As the world faces an invisible but deadly enemy, a great many of us are regressing to our most primitive selves. We hunker down in our homes, stock up on supplies, and try to protect our families. It’s no surprise some people might want a weapon by their bedside (especially if they’ve recently watched Contagion). But how does having a plethora of toilet paper help us feel safe too?
In 1943, American psychologist Abraham Maslow wrote a paper titled A Theory of Human Motivation, which sought to classify the universal needs of society. He determined that these needs were hierarchical and each need would have to be fulfilled before a person could advance to the next level. The second level of Maslow’s Hierarchy of Needs—sandwiched between physiological needs and the need for love and belonging—is safety. According to Maslow, humans require the security of body, family, health, and property even more than love. But to reach that second level, we need to fulfill our physiological needs first. These include involuntary behaviors like breathing and excretion. Most people don’t need supplies to help take in air. But almost everyone needs to wipe after they defecate.
Having a stash of guns and toilet paper fulfill both our most primal physiological needs and the need for security and safety. These things provide us with immediate gratification as we search for something tangible to assuage our anxiety. The coronavirus has incited an unparalleled level of uncertainty not only into our individual lives but also the broader culture we are a part of; it has tapped into our deepest fears about the future. The rate of infection is skyrocketing. Hospitals are struggling to be able to care for the most severely afflicted. An estimated 22 million people are unemployed. The economy has come to an abrupt halt.
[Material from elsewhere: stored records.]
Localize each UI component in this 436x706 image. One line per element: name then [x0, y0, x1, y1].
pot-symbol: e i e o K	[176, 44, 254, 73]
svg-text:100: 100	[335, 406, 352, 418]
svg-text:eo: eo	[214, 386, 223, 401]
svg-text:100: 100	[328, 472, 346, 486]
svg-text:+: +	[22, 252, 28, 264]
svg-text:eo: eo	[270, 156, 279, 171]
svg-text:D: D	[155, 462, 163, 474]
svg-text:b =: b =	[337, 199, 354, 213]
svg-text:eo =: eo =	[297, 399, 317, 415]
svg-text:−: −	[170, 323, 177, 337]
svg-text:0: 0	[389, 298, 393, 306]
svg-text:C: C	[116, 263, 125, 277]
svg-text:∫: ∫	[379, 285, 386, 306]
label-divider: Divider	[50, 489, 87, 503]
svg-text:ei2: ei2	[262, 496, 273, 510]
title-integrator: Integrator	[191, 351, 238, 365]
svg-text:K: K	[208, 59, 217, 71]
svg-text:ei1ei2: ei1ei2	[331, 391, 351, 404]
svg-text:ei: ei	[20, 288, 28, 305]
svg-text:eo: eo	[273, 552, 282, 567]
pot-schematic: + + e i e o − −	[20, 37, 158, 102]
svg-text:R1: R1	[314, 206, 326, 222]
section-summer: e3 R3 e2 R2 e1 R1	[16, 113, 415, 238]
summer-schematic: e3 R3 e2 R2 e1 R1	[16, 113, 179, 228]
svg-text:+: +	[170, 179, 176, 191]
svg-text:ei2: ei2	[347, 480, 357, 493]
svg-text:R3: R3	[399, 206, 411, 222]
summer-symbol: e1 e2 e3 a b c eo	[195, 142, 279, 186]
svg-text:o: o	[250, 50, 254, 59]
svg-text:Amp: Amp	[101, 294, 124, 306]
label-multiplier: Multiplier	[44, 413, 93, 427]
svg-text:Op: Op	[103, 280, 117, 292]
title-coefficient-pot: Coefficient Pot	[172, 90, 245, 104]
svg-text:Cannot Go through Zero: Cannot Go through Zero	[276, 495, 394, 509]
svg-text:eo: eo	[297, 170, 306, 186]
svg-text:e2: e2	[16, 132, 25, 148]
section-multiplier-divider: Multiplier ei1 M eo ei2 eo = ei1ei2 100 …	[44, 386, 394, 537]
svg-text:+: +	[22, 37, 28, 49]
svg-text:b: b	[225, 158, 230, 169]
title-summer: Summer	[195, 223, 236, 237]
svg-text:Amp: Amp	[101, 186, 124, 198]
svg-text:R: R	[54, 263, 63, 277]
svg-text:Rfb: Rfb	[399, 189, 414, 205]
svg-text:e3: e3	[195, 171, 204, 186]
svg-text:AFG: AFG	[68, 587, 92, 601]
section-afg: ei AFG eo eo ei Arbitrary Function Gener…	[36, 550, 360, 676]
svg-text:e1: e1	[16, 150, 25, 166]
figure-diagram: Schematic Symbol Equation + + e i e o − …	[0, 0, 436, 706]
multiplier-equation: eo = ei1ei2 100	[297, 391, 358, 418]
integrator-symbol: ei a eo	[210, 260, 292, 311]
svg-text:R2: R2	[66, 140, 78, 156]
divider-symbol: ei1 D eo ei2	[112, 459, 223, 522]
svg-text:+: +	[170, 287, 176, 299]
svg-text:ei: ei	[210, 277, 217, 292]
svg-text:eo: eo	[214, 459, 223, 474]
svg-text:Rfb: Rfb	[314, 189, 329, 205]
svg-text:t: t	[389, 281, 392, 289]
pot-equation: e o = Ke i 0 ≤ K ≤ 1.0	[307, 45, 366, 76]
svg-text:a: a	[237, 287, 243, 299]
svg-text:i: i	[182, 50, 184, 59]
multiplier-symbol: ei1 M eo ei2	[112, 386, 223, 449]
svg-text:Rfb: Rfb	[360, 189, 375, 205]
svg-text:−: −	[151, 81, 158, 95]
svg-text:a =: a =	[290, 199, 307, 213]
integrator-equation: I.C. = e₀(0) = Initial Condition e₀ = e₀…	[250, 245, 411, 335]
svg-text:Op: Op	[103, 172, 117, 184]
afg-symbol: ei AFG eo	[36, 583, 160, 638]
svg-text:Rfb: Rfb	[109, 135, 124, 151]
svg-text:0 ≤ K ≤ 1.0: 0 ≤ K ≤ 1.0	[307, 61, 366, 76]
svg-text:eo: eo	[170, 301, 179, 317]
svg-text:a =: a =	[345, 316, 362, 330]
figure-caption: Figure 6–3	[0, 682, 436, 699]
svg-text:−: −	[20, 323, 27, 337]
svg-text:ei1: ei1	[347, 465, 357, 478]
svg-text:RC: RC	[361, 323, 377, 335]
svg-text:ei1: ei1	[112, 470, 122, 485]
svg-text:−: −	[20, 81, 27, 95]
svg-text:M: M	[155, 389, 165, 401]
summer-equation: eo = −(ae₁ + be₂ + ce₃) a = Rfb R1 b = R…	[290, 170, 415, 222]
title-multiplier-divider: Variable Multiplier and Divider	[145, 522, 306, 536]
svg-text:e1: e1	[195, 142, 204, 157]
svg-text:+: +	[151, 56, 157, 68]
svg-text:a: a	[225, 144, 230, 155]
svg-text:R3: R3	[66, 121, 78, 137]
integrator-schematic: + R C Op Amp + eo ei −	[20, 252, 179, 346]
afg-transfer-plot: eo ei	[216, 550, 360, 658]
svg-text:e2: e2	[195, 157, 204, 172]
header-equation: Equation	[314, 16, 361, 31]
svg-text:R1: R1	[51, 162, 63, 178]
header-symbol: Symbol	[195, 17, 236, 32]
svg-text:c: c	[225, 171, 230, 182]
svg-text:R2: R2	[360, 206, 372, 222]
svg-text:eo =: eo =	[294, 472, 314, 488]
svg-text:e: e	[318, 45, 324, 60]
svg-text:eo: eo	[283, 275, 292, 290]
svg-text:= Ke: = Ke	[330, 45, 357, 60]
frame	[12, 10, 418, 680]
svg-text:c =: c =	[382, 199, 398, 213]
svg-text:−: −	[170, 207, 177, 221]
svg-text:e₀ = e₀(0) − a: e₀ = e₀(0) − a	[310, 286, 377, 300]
At a time when we feel completely out of control and entirely at risk, we’re reaching out for something, anything to hold on to. We are desperate to find comfort in what we believe will protect us and help us maintain our basic sense of what it means to be human, what it means to be safe. Of course, neither toilet paper nor guns will solve the problems this pandemic is forcing us to face, but they are the among the few means of solace we have available.
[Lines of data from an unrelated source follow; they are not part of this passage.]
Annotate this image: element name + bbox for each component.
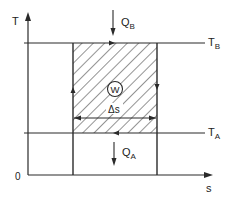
x-axis <box>28 172 213 178</box>
heat-out-label: QA <box>122 146 137 161</box>
y-axis-arrow-icon <box>25 12 31 21</box>
origin-label: 0 <box>15 171 21 182</box>
delta-s-label: Δs <box>108 104 120 115</box>
heat-in-label: QB <box>121 16 135 31</box>
heat-out-arrow-icon <box>112 158 117 166</box>
ts-diagram: Δs W QB QA TB TA T s 0 <box>0 0 232 201</box>
heat-out-arrow <box>112 142 117 166</box>
ta-label: TA <box>208 126 221 141</box>
x-axis-arrow-icon <box>204 172 213 178</box>
heat-in-arrow <box>111 10 116 36</box>
heat-in-arrow-icon <box>111 28 116 36</box>
y-axis-label: T <box>12 15 19 27</box>
work-label: W <box>111 84 120 95</box>
y-axis <box>25 12 31 175</box>
tb-label: TB <box>208 36 220 51</box>
x-axis-label: s <box>206 182 212 194</box>
delta-s-dimension <box>74 114 156 122</box>
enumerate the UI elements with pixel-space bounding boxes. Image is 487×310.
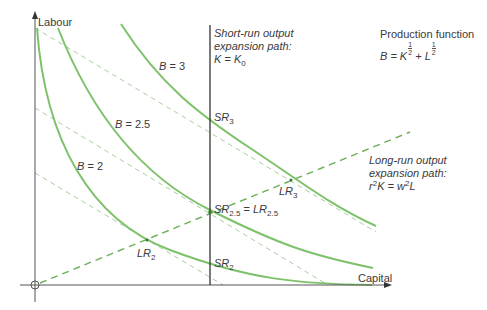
- y-axis-label: Labour: [38, 16, 72, 29]
- production-function-title: Production function: [380, 28, 474, 41]
- isoquant-b2: [37, 28, 372, 285]
- point-label-lr3: LR3: [279, 185, 298, 198]
- curve-label-b3: B = 3: [159, 60, 185, 73]
- point-label-lr2: LR2: [137, 247, 156, 260]
- curve-label-b2: B = 2: [77, 160, 103, 173]
- curve-label-b2.5: B = 2.5: [115, 118, 150, 131]
- point-label-sr25-lr25: SR2.5 = LR2.5: [214, 203, 278, 216]
- short-run-line2: expansion path:: [214, 40, 294, 53]
- x-axis-label: Capital: [358, 272, 392, 285]
- long-run-equation: r2K = w2L: [369, 180, 447, 193]
- isocost-line-3: [35, 28, 376, 232]
- short-run-label: Short-run output expansion path: K = K0: [214, 27, 294, 66]
- short-run-line1: Short-run output: [214, 27, 294, 40]
- production-function: Production function B = K12 + L12: [380, 28, 474, 63]
- long-run-label: Long-run output expansion path: r2K = w2…: [369, 154, 447, 193]
- point-lr3: [290, 179, 293, 182]
- point-label-sr2: SR2: [214, 257, 234, 270]
- point-sr25-lr25: [208, 210, 212, 214]
- long-run-line1: Long-run output: [369, 154, 447, 167]
- short-run-equation: K = K0: [214, 53, 294, 66]
- point-label-sr3: SR3: [214, 111, 234, 124]
- production-function-equation: B = K12 + L12: [380, 41, 474, 63]
- point-lr2: [146, 239, 149, 242]
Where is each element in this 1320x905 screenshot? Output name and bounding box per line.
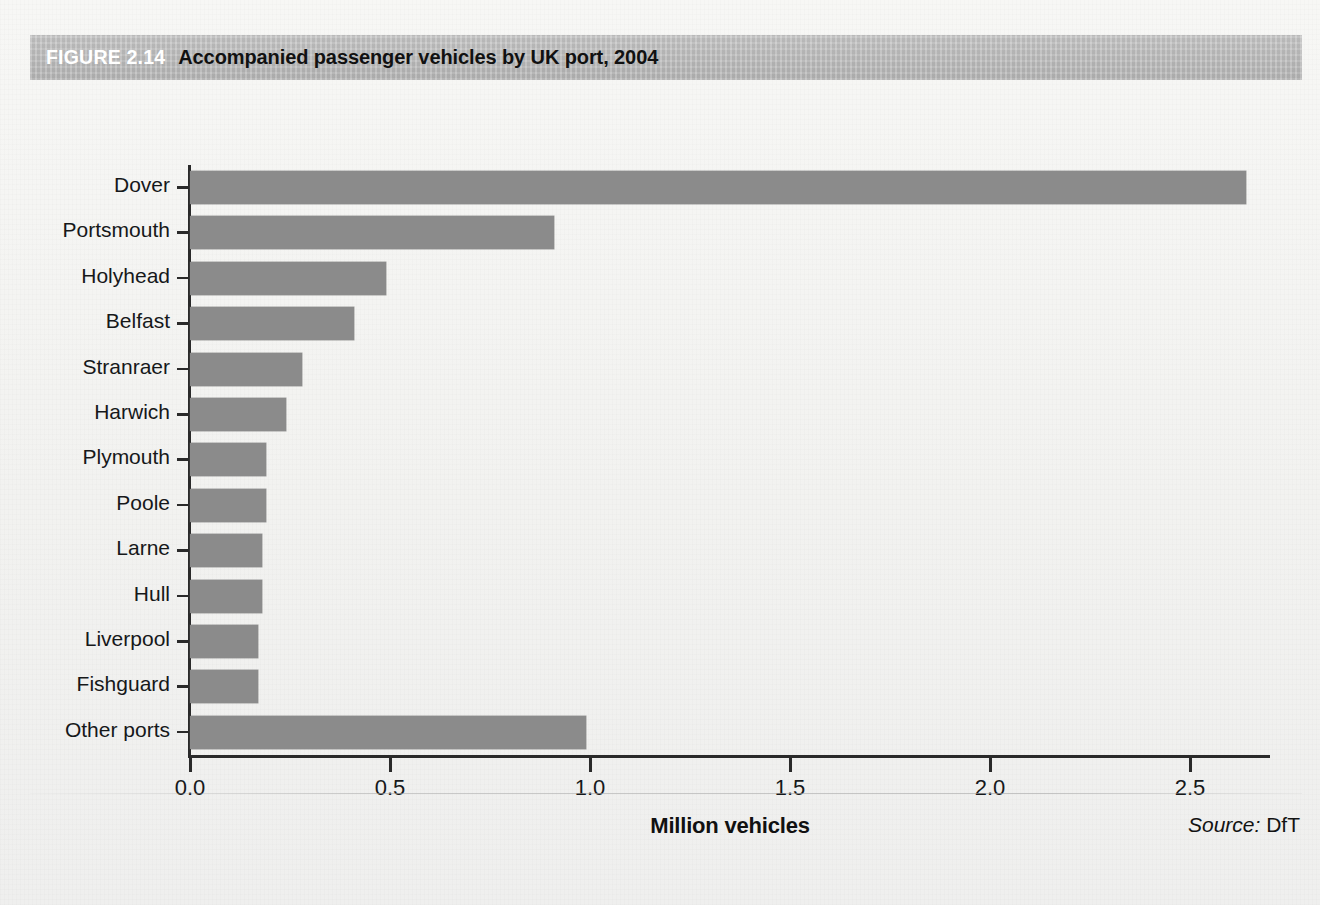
y-axis-tick [177,368,190,371]
bar-group: Holyhead [190,256,1270,301]
category-label: Fishguard [0,672,170,696]
y-axis-tick [177,231,190,234]
bar [190,625,258,658]
y-axis-tick [177,458,190,461]
bar-group: Other ports [190,710,1270,755]
x-axis-tick [389,758,392,772]
x-axis-tick-label: 1.5 [775,775,806,801]
x-axis-tick-label: 0.0 [175,775,206,801]
bottom-divider [30,793,1302,794]
bar [190,716,586,749]
x-axis-tick-label: 1.0 [575,775,606,801]
category-label: Belfast [0,309,170,333]
bar [190,353,302,386]
category-label: Other ports [0,718,170,742]
category-label: Harwich [0,400,170,424]
category-label: Holyhead [0,264,170,288]
x-axis-line [188,755,1270,758]
figure-container: FIGURE 2.14 Accompanied passenger vehicl… [30,35,1302,840]
y-axis-tick [177,186,190,189]
source-note: Source: DfT [1188,813,1300,837]
y-axis-tick [177,322,190,325]
x-axis-tick-label: 2.5 [1175,775,1206,801]
bar [190,534,262,567]
category-label: Hull [0,582,170,606]
y-axis-tick [177,413,190,416]
figure-number-label: FIGURE 2.14 [46,46,165,69]
category-label: Plymouth [0,445,170,469]
category-label: Stranraer [0,355,170,379]
x-axis-tick [1189,758,1192,772]
x-axis-tick-label: 2.0 [975,775,1006,801]
plot-region: DoverPortsmouthHolyheadBelfastStranraerH… [190,165,1270,760]
x-axis-tick [789,758,792,772]
x-axis-tick [989,758,992,772]
chart-area: DoverPortsmouthHolyheadBelfastStranraerH… [30,80,1302,840]
bar [190,216,554,249]
bar [190,670,258,703]
y-axis-tick [177,685,190,688]
figure-title: Accompanied passenger vehicles by UK por… [178,46,658,69]
bar-group: Liverpool [190,619,1270,664]
y-axis-tick [177,549,190,552]
bar [190,398,286,431]
source-value: DfT [1266,813,1300,836]
x-axis-title: Million vehicles [190,813,1270,839]
bar-group: Larne [190,528,1270,573]
y-axis-tick [177,277,190,280]
bar [190,262,386,295]
figure-header: FIGURE 2.14 Accompanied passenger vehicl… [30,35,1302,80]
bar [190,307,354,340]
y-axis-tick [177,504,190,507]
bar-group: Portsmouth [190,210,1270,255]
category-label: Dover [0,173,170,197]
source-label: Source: [1188,813,1260,836]
x-axis-tick [189,758,192,772]
bar-group: Fishguard [190,664,1270,709]
bar-group: Dover [190,165,1270,210]
category-label: Liverpool [0,627,170,651]
x-axis-tick [589,758,592,772]
y-axis-tick [177,731,190,734]
category-label: Poole [0,491,170,515]
bar-group: Poole [190,483,1270,528]
bar [190,443,266,476]
y-axis-tick [177,595,190,598]
x-axis-tick-label: 0.5 [375,775,406,801]
category-label: Larne [0,536,170,560]
bar-group: Belfast [190,301,1270,346]
bar-group: Hull [190,574,1270,619]
bar [190,580,262,613]
y-axis-tick [177,640,190,643]
bar-group: Stranraer [190,347,1270,392]
bar-group: Plymouth [190,437,1270,482]
bar [190,489,266,522]
category-label: Portsmouth [0,218,170,242]
bar-group: Harwich [190,392,1270,437]
bar [190,171,1246,204]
As we rush to protect our future, as we try to manage our fears, we also need to ask ourselves what the hoarding of resources might be costing others. Sometimes, safety is not about how we provision ourselves as individuals, but how we consider and care for the collective. Reaching out to one another—even from a distance—and sharing what we have might, in fact, be the best way to fulfill our most basic human needs. And it’s the only way we can ever hope to reach Maslow’s third level of love and belonging.